A crash of glass. Glass crash. Crash. Billy and I knew. The fuse had been lit and Billy let go of my hand. On the wall of his living room had hung a framed photograph of Billy as a much younger man and his daughter. She was twenty-five at the time of its taking. A year later she would be gone. It was one of those color portraits that you hate unless you love the people in it. She was positioned just behind her father, just over his left shoulder. She stood. Billy sat. Her hands were on him, her left on his left shoulder, her right gently, just barely, touching the right side of his collar and neck. Together they stared at the camera but somehow gave the impression of staring at each other, as if looking into a mirror. Billy’s hands were not in the photograph, but I felt the tension of his wanting to reach up and touch his daughter’s fingers, her face. It was that framed picture that had crashed to the floor. Billy shouted something I could not make out but understood all too well and then started toward the door of his apartment faster than his ninetyyear-old legs were capable of moving. He fell, not in slow motion, but quickly, and that was the real horror of the sight, a man who always shifted so slowly through his range of positions was now moving rapidly. I think his head hit the baseboard, but whatever, all became immediately still, especially Billy.
19
An old man, with his beautiful daughter on his arm, walks through a park, along a street, emerges from the smoke of a dream and into some light that falls from a shop’s window. Behind the window, laid on a black fabric, are beads of gold and silver. Seated inside, sidelong to the window, is an old man, his face bent earnestly over the open workings of a watch. I gazed with little or no interest at the gears and springs.
I am not a man of science. I am not proficient in any branch of nature study. I do not know the difference between an amphibian and a reptile. I have no yearning for hard knowledge about the hard world. And yet I have no affinity for anything spiritual. In fact, I have a pronounced, conspicuous, and striking absence of an affinity for anything spiritual.

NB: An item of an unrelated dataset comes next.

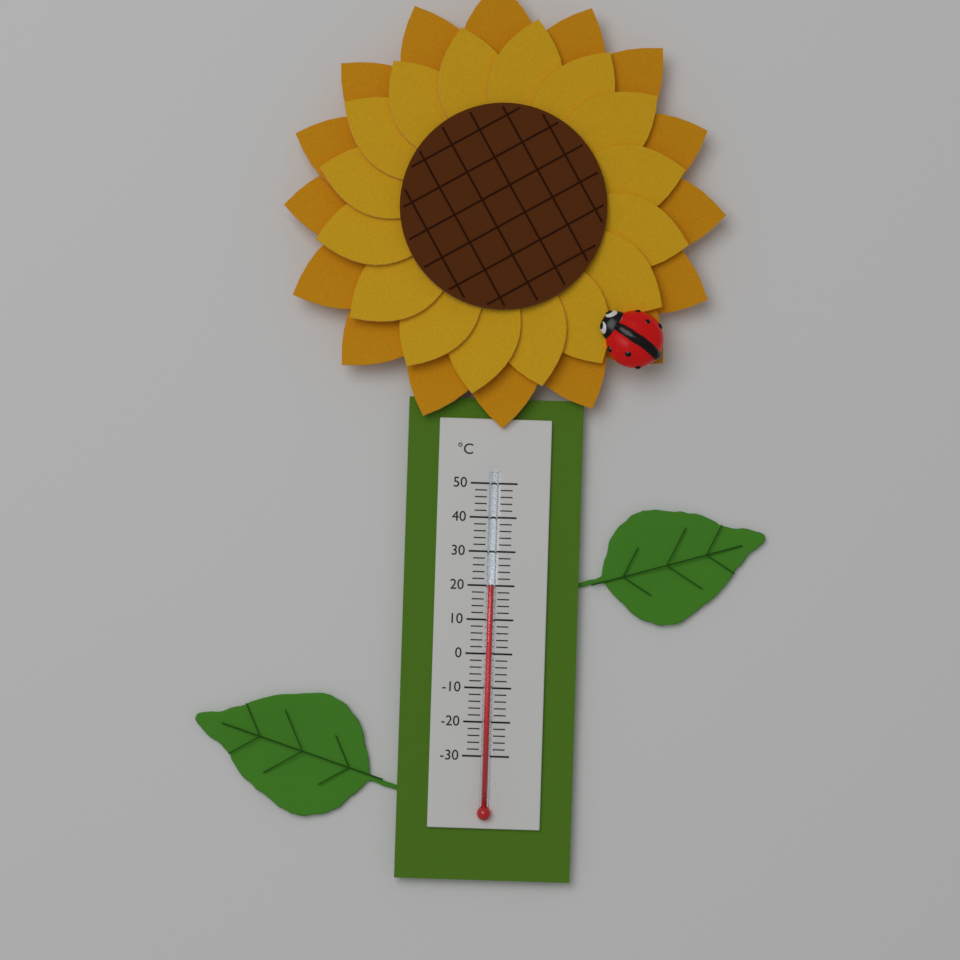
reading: 20 °C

I know but one hard thing about the hard world and it is this: from the sum of all theories, as arranged in accordance with ascertained facts, we make a few assumptions, that we have actually ascertained facts, that we are actually here to ascertain them, and that there is actually a here.
20
So you are a writer, Billy had once said to me as we sat at the picnic table on the lawn.
Apparently.
How come I’ve never heard of you?
Your poor education?
He laughed.
I’ll bet my daughter knew your work. She was a real reader. And not that romance stuff or just detective books. Real stuff like Goethe and Joyce.
That’s wonderful.
What kinds of things did you write?
His use of the past tense bothered me, but at our ages everything seemed to be in the past tense. I wrote some novels.
If I could see worth a damn I’d ask to read one of them.
Thank you, Billy.
I was just a simple accountant.
I nodded. I had heard this before and the punch line that would follow.
Everybody likes an accountant with no balls. Not your tax man, you want your tax man to have balls, but not your accountant. He looked at his thumbnail, slowly raised it to his mouth and tried to bite it. My daughter was an angel. She had knock knees.